In message <Pine.NEB.3.96L.1020330082409.73912V-100000@fledge.watson.org>, Robe
rt Watson writes:
>That said, if getuid as the example micro-benchmark can be demonstrated to
>causally affect optimize the macro-benchmark, then the selection of
>micro-benchmark by implementation facility sounds reasonable to me. :-)
Well, my gripe with microbenchmarks like this is that they are very
very very hard to get right.
Matt obviously didn't get it right as he himself noticed: one
testcase ran faster despite the fact that it was doing more work.
This means that the behaviour of caches (of all sorts) were a larger
factor than his particular change to the code.
The elimination (practically or by calculation) of the effects of
caches on microbenchmarks is by now a science onto itself.
I am very afraid that we will see people optimize for the cache-footprint
of their microbenchmarks rather than their microbenchmarks themselves.
Remember how Linux optimized for the wrong parameters because of
lmbench ?
We don't want to go there...
The only credible way to get a sensible results from a micro benchmark
that can be extrapolated to macro performance involves adding a
known or predictable, varying entropy load as jitter factor and use
a long integration times (>6hours). That automatically takes you
into the territory of temperature stabilization and atomic referenced
clock signals etc.
And quite frankly, having gone there and come back I can personally
tell you that life isn't long enough for that.
(And no, just disabling caches is not a solution because then your
are not putting the CPU in a representative memory environment
anymore, that's like benchmarking car performance only in 1st gear.
So right now I think that our requirement for doing optimizations
should be:
1. It simplifies the code significantly.
or
2. It carries undisputed theoretical improvement.
or
3. It gives a statistically significant macroscopic improvement
in a (reasonably) well-defined workload of relevance.
The practical guide to execute #3 should be:
A = Time reference code
B = Time modified code
C = Time reference code
D = Time modified code
Unless both A and C are lower than both B and D it will take a lot
of carefully controlled test-runs to prove that there is a statistically
significant improvement (standard deviations and all that...)
--
Poul-Henning Kamp | UNIX since Zilog Zeus 3.20
phk@FreeBSD.ORG | TCP/IP since RFC 956
FreeBSD committer | BSD since 4.3-tahoe
Never attribute to malice what can adequately be explained by incompetence.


- ASSIGNMENT:
Among the entries below, determine how many lines contain the word "growth" and state only that figure.

--- DATA RECORDS Enclosed Below ---

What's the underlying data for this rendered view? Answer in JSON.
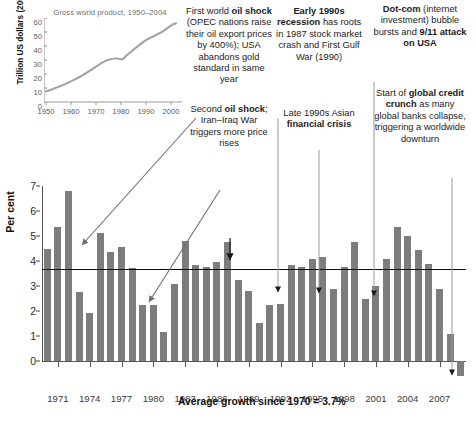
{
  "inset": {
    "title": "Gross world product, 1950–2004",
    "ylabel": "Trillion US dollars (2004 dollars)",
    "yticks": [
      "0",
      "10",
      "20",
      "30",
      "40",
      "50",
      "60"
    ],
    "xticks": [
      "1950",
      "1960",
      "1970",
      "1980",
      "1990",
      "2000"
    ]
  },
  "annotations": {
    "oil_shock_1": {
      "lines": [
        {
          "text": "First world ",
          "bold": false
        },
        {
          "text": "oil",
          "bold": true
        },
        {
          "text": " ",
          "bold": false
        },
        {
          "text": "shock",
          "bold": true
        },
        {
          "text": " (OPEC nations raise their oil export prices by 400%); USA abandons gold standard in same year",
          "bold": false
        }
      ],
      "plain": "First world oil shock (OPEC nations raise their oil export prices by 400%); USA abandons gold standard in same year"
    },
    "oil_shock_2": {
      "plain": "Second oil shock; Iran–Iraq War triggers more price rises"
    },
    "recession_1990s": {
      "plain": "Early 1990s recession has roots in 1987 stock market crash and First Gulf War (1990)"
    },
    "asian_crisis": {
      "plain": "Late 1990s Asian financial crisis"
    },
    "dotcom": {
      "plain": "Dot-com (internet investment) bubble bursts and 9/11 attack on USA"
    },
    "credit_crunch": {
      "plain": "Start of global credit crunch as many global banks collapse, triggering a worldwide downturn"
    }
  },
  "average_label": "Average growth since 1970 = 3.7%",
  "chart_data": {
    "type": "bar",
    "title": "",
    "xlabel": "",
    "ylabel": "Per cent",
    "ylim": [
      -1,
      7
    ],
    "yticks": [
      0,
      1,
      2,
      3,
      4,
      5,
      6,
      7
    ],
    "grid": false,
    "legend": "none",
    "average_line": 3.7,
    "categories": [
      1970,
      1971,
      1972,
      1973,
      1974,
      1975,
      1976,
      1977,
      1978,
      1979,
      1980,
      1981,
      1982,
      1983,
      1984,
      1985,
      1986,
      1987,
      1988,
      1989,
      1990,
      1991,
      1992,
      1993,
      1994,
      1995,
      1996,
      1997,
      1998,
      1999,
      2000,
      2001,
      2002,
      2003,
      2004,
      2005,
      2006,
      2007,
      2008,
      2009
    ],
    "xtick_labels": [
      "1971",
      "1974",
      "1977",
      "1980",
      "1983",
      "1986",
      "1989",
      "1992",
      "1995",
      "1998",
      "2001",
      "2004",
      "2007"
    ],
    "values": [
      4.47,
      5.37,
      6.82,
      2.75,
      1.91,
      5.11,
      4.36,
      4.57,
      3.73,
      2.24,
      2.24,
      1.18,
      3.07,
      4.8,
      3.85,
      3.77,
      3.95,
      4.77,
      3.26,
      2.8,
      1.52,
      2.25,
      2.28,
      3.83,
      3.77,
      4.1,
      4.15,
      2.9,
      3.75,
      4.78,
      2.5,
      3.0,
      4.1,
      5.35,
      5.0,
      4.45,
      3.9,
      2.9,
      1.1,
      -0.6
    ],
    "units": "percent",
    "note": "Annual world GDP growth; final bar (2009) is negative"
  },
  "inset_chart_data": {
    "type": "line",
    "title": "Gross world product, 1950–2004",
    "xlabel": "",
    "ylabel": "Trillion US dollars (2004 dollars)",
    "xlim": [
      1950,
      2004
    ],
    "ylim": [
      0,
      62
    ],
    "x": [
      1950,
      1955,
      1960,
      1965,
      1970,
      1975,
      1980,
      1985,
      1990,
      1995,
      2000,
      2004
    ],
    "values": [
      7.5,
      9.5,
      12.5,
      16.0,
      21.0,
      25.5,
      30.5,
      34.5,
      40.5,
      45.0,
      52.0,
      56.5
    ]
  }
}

--- End of Enclosed DATA RECORDS ---
--- DATA RECORDS Enclosed Below ---

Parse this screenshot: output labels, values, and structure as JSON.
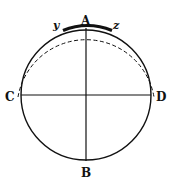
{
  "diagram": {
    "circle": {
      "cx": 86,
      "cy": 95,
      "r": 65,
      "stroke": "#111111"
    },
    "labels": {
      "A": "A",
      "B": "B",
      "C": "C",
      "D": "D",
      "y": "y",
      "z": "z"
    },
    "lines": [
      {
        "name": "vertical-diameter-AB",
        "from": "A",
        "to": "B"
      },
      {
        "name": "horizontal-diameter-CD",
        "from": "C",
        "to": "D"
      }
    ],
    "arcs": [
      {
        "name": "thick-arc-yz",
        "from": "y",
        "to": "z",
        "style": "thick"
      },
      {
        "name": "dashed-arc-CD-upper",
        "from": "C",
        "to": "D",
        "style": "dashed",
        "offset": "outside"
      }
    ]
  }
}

--- End of Enclosed DATA RECORDS ---

- EXPECTED ANSWER:
2